This file is a brief memorial essay and intellectual-biographical tribute, not a research article or edited collection. Rothbard’s scope is deliberately narrow: he recounts V. Orval Watts’s career as a free-market economist, educator, institutional adviser, and polemicist, then turns that life into an argument about the libertarian movement’s need for historical memory.
V. Orval Watts, one of the leading free-market economists of the World War II and post-war eras, died on March 30 this year.
The central thesis is that Watts deserves remembrance as one of the formative figures of the older American free-market movement. Rothbard does not present Watts primarily as an abstract theorist; instead, he locates him inside institutions—the Los Angeles Chamber of Commerce, the Foundation for Economic Education, Southern California Edison, and Northwood University. The essay’s structure is chronological: education, early teaching, work with Leonard Read in Los Angeles, wartime and postwar publishing, FEE years, later teaching at Northwood, and finally a general reflection on the duty of movements to honor their own predecessors.
Rothbard emphasizes Watts’s unusual institutional role before and during the emergence of the postwar libertarian network. His appointment by Leonard Read is treated as historically significant because it placed economic argument inside a major business association at a time when organized free-market advocacy was scarce.
Watts thereby became the first full-time economist to be employed by a chamber of commerce in the United States.
The conceptual move here is characteristic of Rothbard’s memorial writing: biography becomes movement genealogy. Watts matters because he helped carry free-market economics through a period Rothbard depicts as intellectually hostile. The Los Angeles Chamber is not described merely as a business body, but as a site of ideological resistance, shaped by Read and aided by Watts.
During World War II, Read, assisted by Watts, lent his remarkable organizing talents to making the Los Angeles Chamber a beacon of freedom in an increasingly collectivist world.
Rothbard’s account also establishes a lineage of influence. William C. Mullendore converts Read to the “libertarian, free-market creed”; Read builds the Los Angeles Chamber and then founds FEE; Watts follows him as economic adviser. Thus the essay turns institutional history into a chain of transmission, showing how a small number of committed figures sustained free-market ideas before the later expansion of libertarian organizations.
When Read took the bold step of moving to Irvington-on-Hudson in New York to set up FEE in 1946, he took Orval with him as his economic adviser.
Watts’s writings are presented as interventions in the major ideological conflicts of the mid-twentieth century: free enterprise, Keynesianism, union power, international planning, and government intervention. Rothbard lists the books not as a bibliography for its own sake, but as evidence of Watts’s consistent role as an educator against collectivist policy. The later Northwood period extends the same pattern: rather than withdrawing from public teaching, Watts continues the work of instruction well past ordinary retirement age.
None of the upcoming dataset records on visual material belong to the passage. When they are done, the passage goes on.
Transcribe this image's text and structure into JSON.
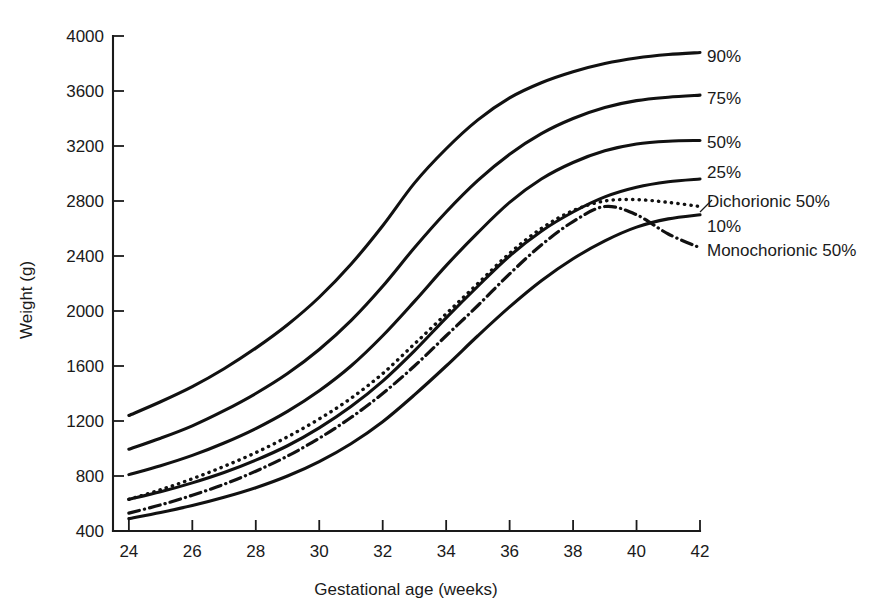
{
  "chart_data": {
    "type": "line",
    "title": "",
    "xlabel": "Gestational age (weeks)",
    "ylabel": "Weight (g)",
    "xlim": [
      23.5,
      42
    ],
    "ylim": [
      400,
      4000
    ],
    "xticks": [
      24,
      26,
      28,
      30,
      32,
      34,
      36,
      38,
      40,
      42
    ],
    "yticks": [
      400,
      800,
      1200,
      1600,
      2000,
      2400,
      2800,
      3200,
      3600,
      4000
    ],
    "xtick_labels": [
      "24",
      "26",
      "28",
      "30",
      "32",
      "34",
      "36",
      "38",
      "40",
      "42"
    ],
    "ytick_labels": [
      "400",
      "800",
      "1200",
      "1600",
      "2000",
      "2400",
      "2800",
      "3200",
      "3600",
      "4000"
    ],
    "grid": false,
    "legend_position": "right-of-axes-inline-labels",
    "x": [
      24,
      25,
      26,
      27,
      28,
      29,
      30,
      31,
      32,
      33,
      34,
      35,
      36,
      37,
      38,
      39,
      40,
      41,
      42
    ],
    "series": [
      {
        "name": "90%",
        "label": "90%",
        "style": "solid",
        "values": [
          1240,
          1340,
          1450,
          1580,
          1730,
          1900,
          2100,
          2340,
          2620,
          2930,
          3180,
          3390,
          3550,
          3660,
          3740,
          3800,
          3840,
          3865,
          3880
        ]
      },
      {
        "name": "75%",
        "label": "75%",
        "style": "solid",
        "values": [
          995,
          1075,
          1165,
          1275,
          1400,
          1545,
          1720,
          1930,
          2180,
          2460,
          2720,
          2950,
          3140,
          3290,
          3400,
          3480,
          3530,
          3555,
          3570
        ]
      },
      {
        "name": "50%",
        "label": "50%",
        "style": "solid",
        "values": [
          810,
          875,
          950,
          1040,
          1145,
          1270,
          1420,
          1600,
          1820,
          2070,
          2330,
          2570,
          2790,
          2960,
          3080,
          3165,
          3215,
          3235,
          3240
        ]
      },
      {
        "name": "25%",
        "label": "25%",
        "style": "solid",
        "values": [
          630,
          685,
          750,
          825,
          915,
          1020,
          1150,
          1305,
          1490,
          1710,
          1950,
          2180,
          2400,
          2580,
          2720,
          2830,
          2900,
          2940,
          2960
        ]
      },
      {
        "name": "Dichorionic 50%",
        "label": "Dichorionic 50%",
        "style": "dotted",
        "values": [
          630,
          700,
          780,
          870,
          970,
          1085,
          1215,
          1365,
          1545,
          1760,
          1980,
          2200,
          2420,
          2600,
          2730,
          2800,
          2810,
          2790,
          2760
        ]
      },
      {
        "name": "10%",
        "label": "10%",
        "style": "solid",
        "values": [
          490,
          535,
          585,
          645,
          715,
          800,
          905,
          1035,
          1195,
          1390,
          1600,
          1820,
          2030,
          2220,
          2380,
          2510,
          2610,
          2670,
          2700
        ]
      },
      {
        "name": "Monochorionic 50%",
        "label": "Monochorionic 50%",
        "style": "dashdot",
        "values": [
          530,
          590,
          660,
          740,
          835,
          945,
          1075,
          1225,
          1400,
          1600,
          1820,
          2040,
          2270,
          2480,
          2650,
          2760,
          2700,
          2560,
          2460
        ]
      }
    ],
    "annotations": [
      {
        "text": "90%",
        "at_x": 42,
        "at_y": 3880
      },
      {
        "text": "75%",
        "at_x": 42,
        "at_y": 3570
      },
      {
        "text": "50%",
        "at_x": 42,
        "at_y": 3240
      },
      {
        "text": "25%",
        "at_x": 42,
        "at_y": 2960
      },
      {
        "text": "Dichorionic 50%",
        "at_x": 42,
        "at_y": 2760
      },
      {
        "text": "10%",
        "at_x": 42,
        "at_y": 2700
      },
      {
        "text": "Monochorionic 50%",
        "at_x": 42,
        "at_y": 2460
      }
    ]
  },
  "colors": {
    "ink": "#111111",
    "axis": "#1a1a1a",
    "background": "#ffffff"
  }
}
In 1963, at an age (65) where most men are thinking seriously of retirement, Orval resumed his teaching career, moving to the recently established Northwood University (then Northwood Institute), a free-market center of learning in Midland, Michigan.
The essay’s final paragraph supplies its governing interpretation. Rothbard turns Watts’s death into an admonition about historical consciousness. Movements, he argues, are sustained not only by doctrine but by memory, gratitude, and self-definition. Remembering Watts is therefore not antiquarian sentiment; it is part of the moral and strategic survival of the free-market cause.
Any movement that has no sense of its own history, that fails to acknowledge its own leaders and heroes, is not going to amount to very much, nor does it deserve a better fate.
The relevance of the piece lies in this fusion of obituary and political historiography. Rothbard’s tribute records a largely institutional intellectual life while defending the act of remembrance itself. Watts appears as a scholar, polemicist, adviser, teacher, and carrier of tradition—one of the figures through whom free-market economics survived from the pre-Keynesian academy into the organized libertarian movement of the postwar United States.